German botanist; director of the Darmstadt Botanic Gardens. Originally from Siegen, Westphalia, Schenck studied natural sciences at the University of Bonn (1879-1880, 1882-1884) and at Berlin (1881-1882), receiving his doctorate from Bonn in 1884. He remained at Bonn as an assistant and tutor until 1896, when he moved to Darmstadt. Here he was appointed to a permanent position at the Polytechnical Institute, which included directorship of the city's botanic garden. He remained in this role until his death in 1927, overseeing a significant growth in the garden's collections and scope.

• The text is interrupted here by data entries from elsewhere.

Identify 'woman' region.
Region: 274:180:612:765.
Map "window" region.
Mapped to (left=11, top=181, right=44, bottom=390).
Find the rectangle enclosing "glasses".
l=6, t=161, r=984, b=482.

Some of Schenck's most important research looked at the adaptation of aquatic plants. An English translation of his 1886 work, Die Biologie der Wassergewächse (The Biology of Aquatic Plants), was issued in 2003. In 1886-1887 Schenck undertook an expedition to Brazil alongside A.F.W. Schimper, whom he had met at Bonn. They were eagerly hosted by the expatriate naturalist Fritz Müller at the German colony of Blumenau on the country's south-eastern coast. Müller, an early proponent of Darwinism, set Schenck to work examining the adaptations of tropical lianas and their climbing habit. The three became lifelong correspondents following their time together, though Schenck never ventured back to the humid tropics. He did however make a trip to Mexico in 1908 with Darmstadt gardener Joseph Anton Purpus, in search of cacti and succulents. On the trip they met up with J.A. Purpus' brother, Carl Albert, who collected with them for some time in Veracruz and Mexico states.

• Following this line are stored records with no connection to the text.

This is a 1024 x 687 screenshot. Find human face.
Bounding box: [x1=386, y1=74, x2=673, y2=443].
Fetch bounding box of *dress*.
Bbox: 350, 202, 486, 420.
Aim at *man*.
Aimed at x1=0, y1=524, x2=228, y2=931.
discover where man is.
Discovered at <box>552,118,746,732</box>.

Schenck co-authored the botanical series Vegetationsbilder (1903-1924) with George Karsten (1863-1937) and was one of four authors of the widely used textbook Lehrbuch der Botanik für Hochschulen (16 editions, published 1894-1923). His liana studies in Brazil resulted in two volumes of Schimper"s nine-volume series, Botanische Mittheilungen aus den Tropen. Schenck also helped to edit Schimper's plant geography text in the 1890s, when his former travelling partner fell ill following a trip to Africa, and published the results of the German Antarctic Expedition of 1901-1903. His brother was the geologist and botanist Adolf Schenck (1857-1936).
Sources:
E. Cittadino, Nature as the laboratory: Darwinian plant ecology in the German Empire, 1880-1900: 104-105
M. Möbius, 1927, "Heinrich Schenck", Berichte der Deutschen Botanischen Gesellschaft, 45: 89-101.